Paolo Gabriele, the papal butler who has been detained for nearly two months on suspicion of leaking documents alleging corruption in the Vatican, acted alone and was not part of any wider plot, his lawyer said on Saturday.

Carlo Fusco told a news conference that he expected a Vatican magistrate to order a trial for Mr. Gabriele, who was given permission on Saturday to move from a police "safe room" to house arrest.

"The motivations that prompted him to do certain things are all of an interior nature. There were no external motives," Mr. Fusco said.

Mr. Gabriele was arrested on May 23 when police found confidential documents in his apartment inside the Vatican.

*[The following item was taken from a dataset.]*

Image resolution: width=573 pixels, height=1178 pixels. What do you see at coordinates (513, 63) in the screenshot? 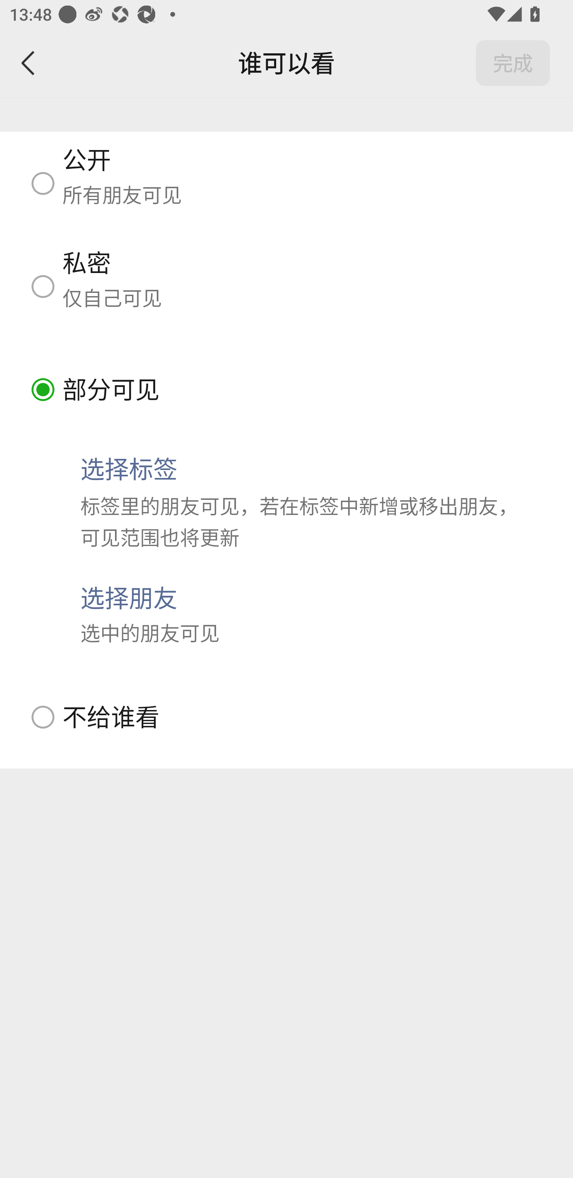
I see `完成` at bounding box center [513, 63].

He had been held since then in a small "safe room" in the Vatican police station and will now return to the apartment and live with his family while he awaits the magistrate's decision on an eventual trial.

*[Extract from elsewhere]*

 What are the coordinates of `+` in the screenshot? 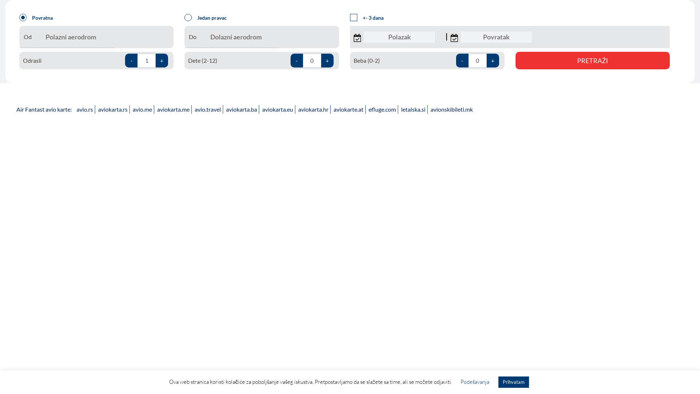 It's located at (327, 61).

"The motivations that prompted him to do certain things are all of an internal nature. There were no external motives," Mr. Fusco said after assisting Mr. Gabriele in an interrogation that lasted seven hours.

Many commentators have said Mr. Gabriele, who served the pope his meals and rode in the front seat of the popemobile at Pope Benedict's general audiences, could not have acted alone. But the lawyer denied this.

"We can say with absolute certainty that there was no network, there were no plots, either in the Vatican or outside the Vatican, that Paolo was part of," Mr. Fusco said.

Mr. Fusco said Mr. Gabriele, who is being investigated for aggravated theft and faces up to six years in jail if found guilty, was "moved by the desire to do something that could be an act of help, an act of love, towards the pope".

Documents leaked to the Italian media alleged corruption in the awarding of contracts to Italian companies and internal conflict about the Vatican bank.

"Obviously the way in which each person expresses (such desires) are subjective and are debatable," Mr. Fusco said.

Asked by a reporter if Mr. Gabriele's motive could have been to "help the pope clean up the Church," Mr. Fusco said: "That would be one way of interpreting it."

Vatican spokesman Father Federico Lombardi said a Vatican magistrate would decide by the start of August whether to order Mr. Gabriele to stand trial.